Well, the serious discussion would be about what questions people ask themselves before they self-identify as "environmentalists."

There are a group who have a vested interest in making that a far and distant line, basically binding the words 'wacko' and 'environmentalist' in the public mind.

That is a totally irrational marketing gambit, on the part of "anti-environmentalists" out to protect the pesticides industry at the expense of the shrimp and shrimp-eaters.

I mean, we have to agree that it is simply irrational, because we all (every one of us) need an environment to get though each and every day.

BTW Silas, on "a few" versus "majority" ...

I was not so low as to claim statistics without any, actual, say, statistics.

And as long as the overwhelming majority of enviros are that way, I am perfectly justified in in my characterization.

Piffle.

Talk about argument by hasty generalization and/or conflation. Ah, well. As long as you can console yourself with faulty logic, whatever works for you, I guess.

Best,

D

That is a totally irrational marketing gambit, on the part of "anti-environmentalists" out to protect the pesticides industry at the expense of the shrimp and shrimp-eaters.

Right.
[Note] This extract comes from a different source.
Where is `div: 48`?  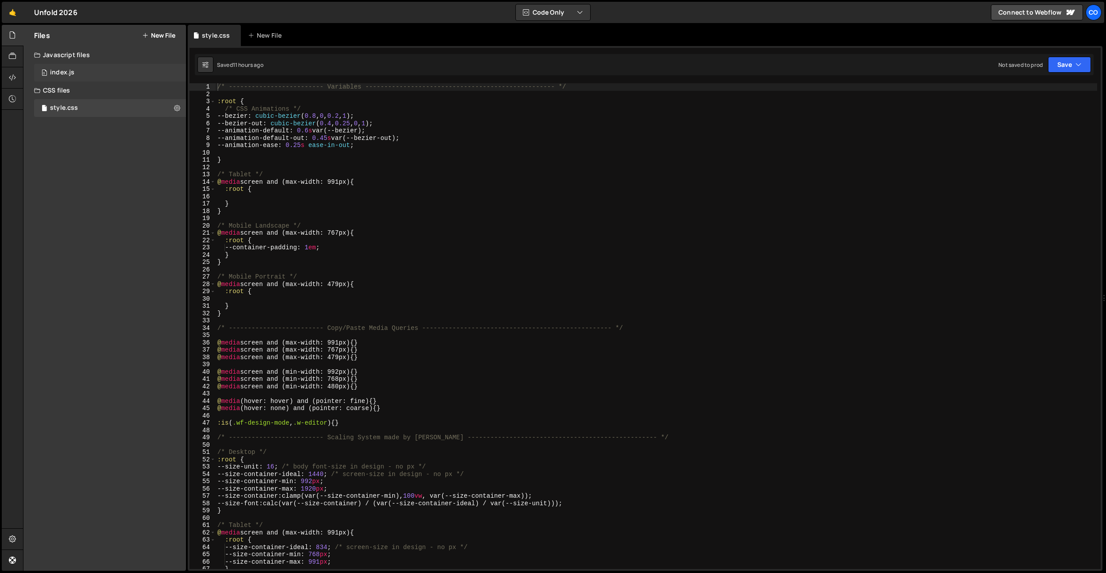
div: 48 is located at coordinates (202, 430).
Tactics like this rely on emotion, not rationality. Hence the prevalence of demonization tactics (Algore the Goreacle is fat!!!!!!!!!!!!!!!!!!!!!!!!1).

Best,

D

Dano, odo: I explained what kinds of things we should see if my characterization were false. We don't see them. Now, either claim we do see them (which you don't believe); claim that we wouldn't see such things if my characterization were false; or concede the point.

Nothing "hasty" about that generalization.

It is hard to say how this C/B analysis should be made. The problem is that like oil prices there is a short term effect (more congestion) and a long term effect (more people on bikes).

Shorter Silas... you're all long-haired hippies! No actually, there is a difference between what one wants to acchieve and seeing the best way to go about it. People on both sides are a bit blind to that.

P.S. I'll out myself, I'm a C/B analysis skeptic. I think C/B typically are used to hide information rather than clarify issues. I've had to make them in businesses and know that by changing what is included or excluded you can often tune them to produce whatever result the decision maker a priori wants to see.

Silas, a prejudice without statistics is just that.

Nothing "hasty" about that generalization.

Sure there is. Where is the evidence for your assertion, besides the false premise in your mind, put there by a generation of marginalization tactics?

Best,

D

a well-informed decision will have to take into account the short- and long-term effects on drivers and bikers in terms of the number of people who choose to drive or bike, congestion, accident rates...

a bike lane could certainly be justified with a sufficiently high estimate of certain parameters that you're taking into account... (i.e. one more bike lane will instantly half the number of cars on the road! no traffic! healthy people! no accidents! etc). The reverse holds too (i.e. total gridlock, suffocating drivers, prevalent road rage, no one switches to biking).

C/B analysis is a good tool, and it CAN be used to obscure information, but there's nothing wrong with it inherently. just be inclusive, yeah?

The comments to this entry are closed.